When Walter Holtkamp, Sr. published advertisements in The Diapason describing Cleveland as a "town of good organs, a profitable place to visit," one might read between the lines that Cleveland was full of his organs and that the uninitiated would profit from hearing them. Such a succinct statement appealed to the planners of the 2009 Organ Historical Society convention; indeed they adopted it as a slogan and flew it across advertisements and convention literature. But, as nearly 550 attendees (the greatest number ever to attend an OHS convention) discovered between July 5 and 10, the statement rings true even without Holtkamp's slant. With 33 performers demonstrating 31 instruments over six days, there was plenty of musical profit to go around.
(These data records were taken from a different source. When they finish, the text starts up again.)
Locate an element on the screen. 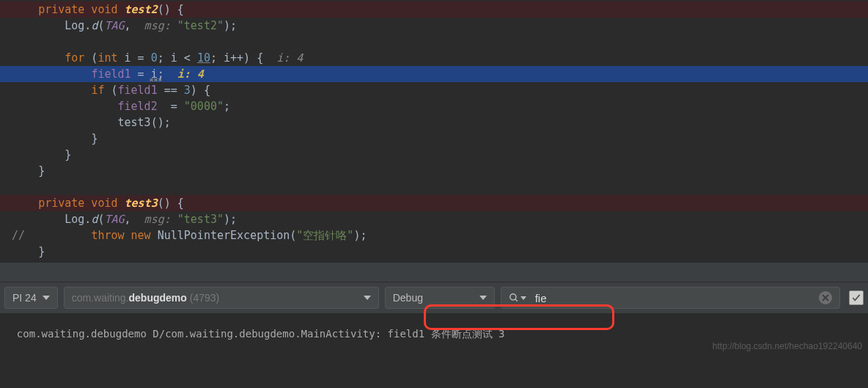 Image resolution: width=868 pixels, height=388 pixels. code-line: if (field1 == 3) { is located at coordinates (434, 90).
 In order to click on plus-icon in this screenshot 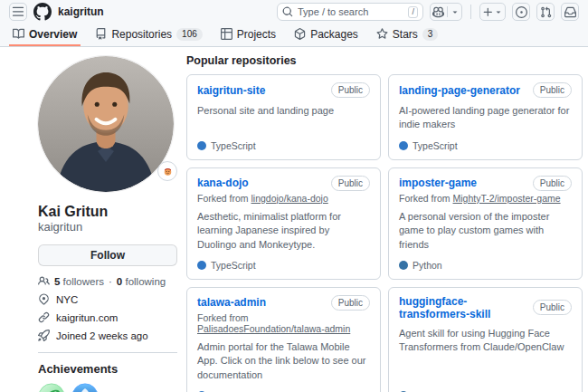, I will do `click(488, 13)`.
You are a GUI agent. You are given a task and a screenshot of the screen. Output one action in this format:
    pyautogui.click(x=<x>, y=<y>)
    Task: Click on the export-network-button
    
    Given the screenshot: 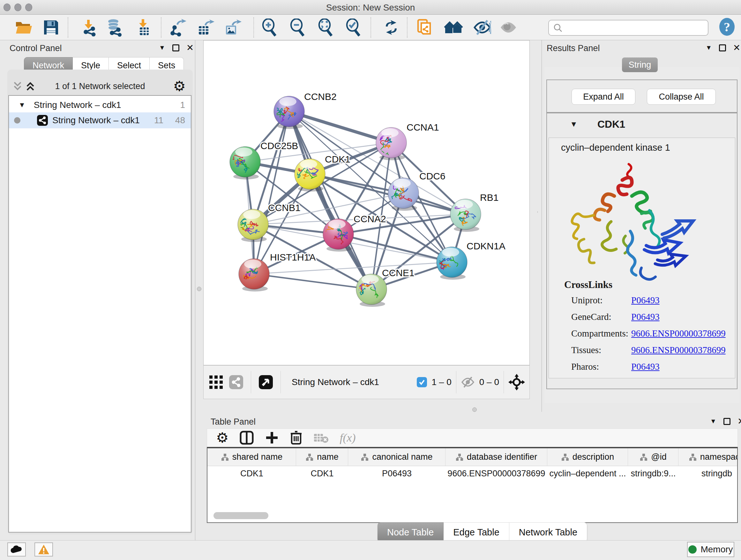 What is the action you would take?
    pyautogui.click(x=178, y=27)
    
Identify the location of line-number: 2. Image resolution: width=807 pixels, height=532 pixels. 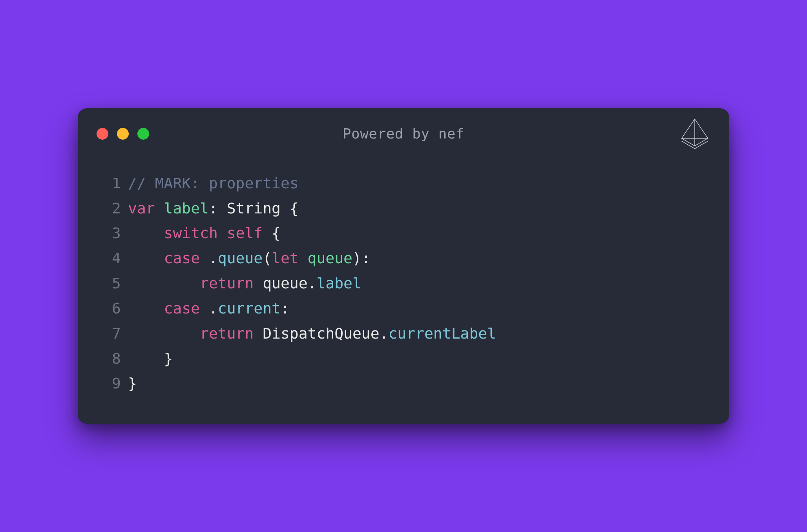
(107, 209).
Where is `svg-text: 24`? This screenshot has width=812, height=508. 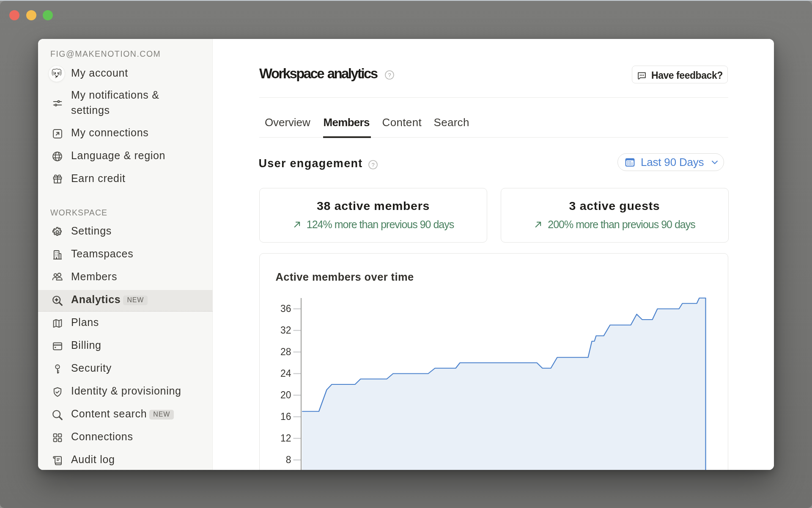 svg-text: 24 is located at coordinates (285, 373).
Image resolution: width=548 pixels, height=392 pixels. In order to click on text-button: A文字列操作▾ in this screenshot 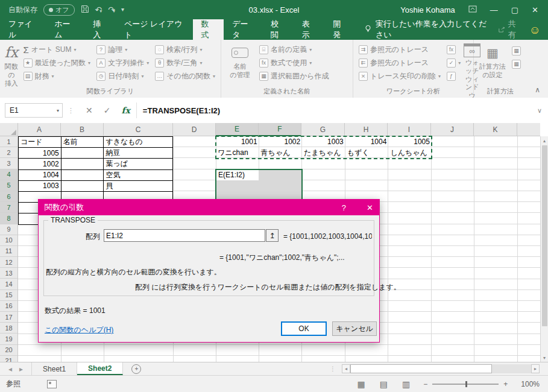, I will do `click(123, 63)`.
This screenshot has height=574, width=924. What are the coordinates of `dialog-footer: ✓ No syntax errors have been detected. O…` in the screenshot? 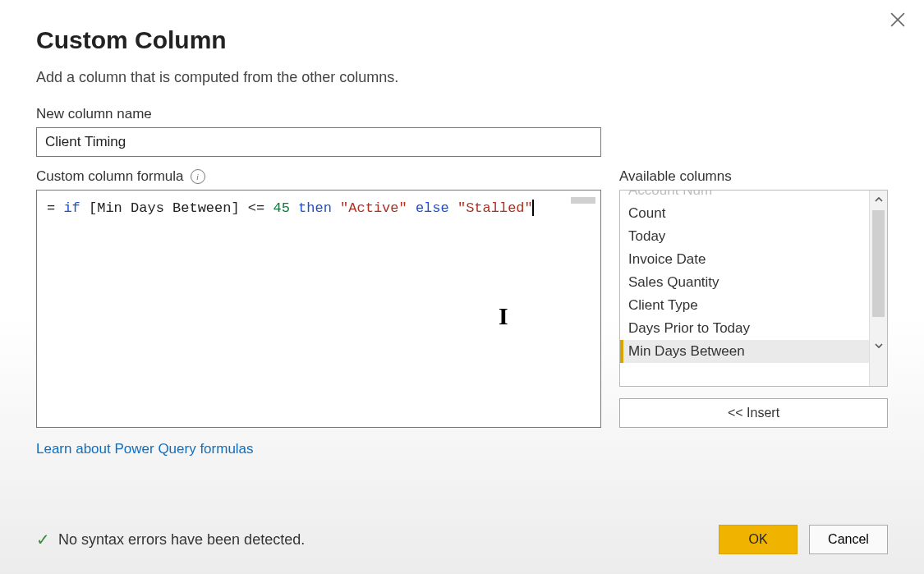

                                                 
 
     

Lectures

   
The Sleeping Giant
Documenting the Forgotten 953,
Aeolian Skinner Opus 953
Lecture given at 2007 Eastman-Rochester Organ Initiative Festival
October, 2007
 
One month after the contract for the Groton organ was signed, G. Donald Harrison wrote to Henry Willis III and succinctly described his rapidly developing thoughts on tonal design saying, "I'm after a really satisfying full organ without reeds and one on which counterpoint stands out clearly as it does in an orchestra".  His subsequent organs can rightly be called experimentation in an attempt to prove his hypothesis; organ chambers were his laboratory, and his results were well documented in the nearly uniform glowing praise his new organs received.  One would expect that with each new organ, as he honed his style a little more, that there would be a steady supply of reports on the success (or not) of each instrument.  It is surprising then, for a documentary point of view, that the organ we talk about today, the largest and most complete to date in 1937 received comparatively far less press than the Groton, Advent, or St. Mark's organs.  And in general, there is disappointingly less documentation about the genesis, construction, and initial reaction to Opus 953 than its predecessors, at least to the extent our research has taken us.  So we come from opus 936, a tremendously altered organ with an immense body of documentation to opus 953, an organ as best preserved as any we have, but missing much of the documentary evidence Jonathan Ambrosino unearthed in his work at Groton.  Where does one begin, then?